Fallow Sasha

Posted by – October 1, 2009

My Lord, I love it when it rains! The past several days have been overcast and rainy, the clouds low and dark and otherworldly. The rain falls in sheets and makes rapid pounding noises on my windshield. And it’s like something’s been released from me, like my body is lighter, like it’s let go of something it didn’t even know it was clenching. I know this is strange, and I know most people’s moods operate the opposite way, but I just thrive in the rain. I’ve felt amazing this week, better than I have in months and months. I’m bummed because they’re predicting sun for next week. I’m hoping the predictions are wrong.

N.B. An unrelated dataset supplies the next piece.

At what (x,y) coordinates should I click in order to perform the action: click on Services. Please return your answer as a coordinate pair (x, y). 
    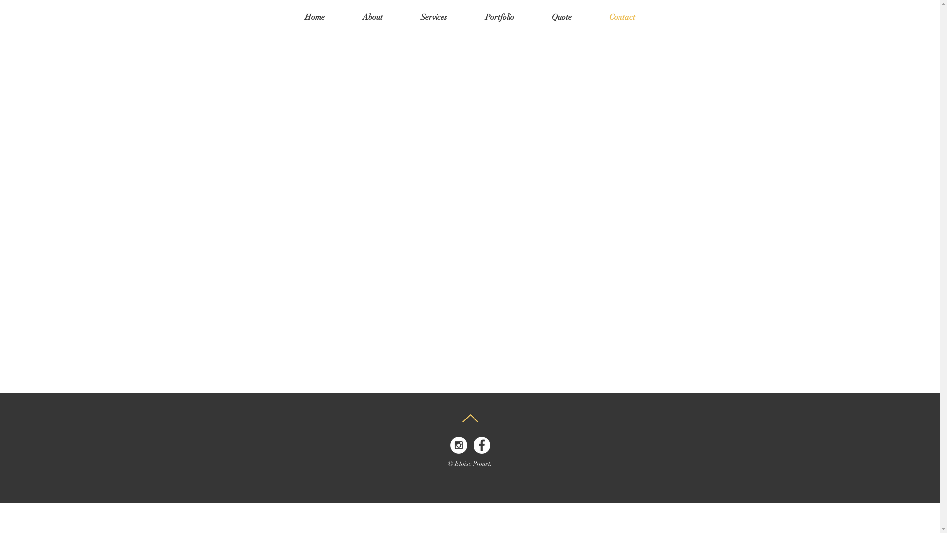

I have been convinced to go on a “spiritual retreat” this weekend. It’s for women only, and it’s over on the Olympic Peninsula, just a ferry ride and a 30-minute drive. This is the sort of thing I would normally never take part in. I will have a roommate (whom I don’t know), and there will be no Internet in the room, and I’m sure we won’t have a TV, either. There is a schedule, and activities start at 7 am. Lights out is at 11 pm. I really don’t see how any of this is going to work for me. My day typically doesn’t get rolling until just a few hours before 11 pm. I’m not excited about the prospect of sharing a room with someone, and I have no idea how I’m going to sleep at 11 pm, or what I’m going to do for all the hours between lights out and when I actually fall asleep. Hopefully there will be some sort of main living area where I can turn on a little lamp and read. And seriously there’s no way I’m getting up at 7 am. By the time I normally wake up, most of the day’s activities will be over. Can you tell I have a great deal of anxiety about this supposedly relaxing retreat? But, ya know, I’m trying to try new things. I’m working very hard at just being. As I was whining to my mother the other day about how directionless my life feels lately, she was like, “Sasha, the ground has to be fallow for a certain period of time before something new can grow.” That made a lot of sense to me. So I’m working very hard at being Fallow Sasha right now, not pushing myself to start something new or create something huge, just to be. That’s exceptionally hard when you’re a hyper-competitive overachiever like I am. But I’m getting much better at it. I’m hoping this retreat will help further my progress toward becoming someone who doesn’t need to make progress.

That said, the aforementioned time schedule of the retreat has me in a lot of anxiety about my meds. Normally I live this life where I just sleep for a lot of the day and hole myself up alone in my apartment at night, and I don’t have to notice that other people get up at 7 am, go do stuff during the daylight, and then get to bed not long after the sun comes down. At this retreat, I’ll be surrounded — and rooming with — normal, healthy human beings who maintain schedules consistent with the Circadian rhythm. I am already feeling guilty and lazy about it. The psych meds I’m on pretty much shoot my Circadian rhythm to shit, and even during the hours I’m awake I feel lethargic. And then at night I eat like a monster — on auto-pilot, a slave to my cravings — so I can’t lose 10 pounds for the life of me, even though the doctor said it was important I do so to ward off full-blown diabetes. I am sick of the lethargy, I’m sick of the eating, and I’m sick of living on a different schedule than the rest of the world. It makes it hard to remember how sick I was of the bipolar symptoms. I’m doing so well this week, and it makes me want to get off my meds. I’m already plotting how I’ll taper off of them and then be fine. Ugh. I know that’s a bad idea, I’m just so damn sick of the side effects of those stupid pills. I’m hoping this retreat, for better or for worse, will help me get some clarity on this over-sleeping, over-eating insanity.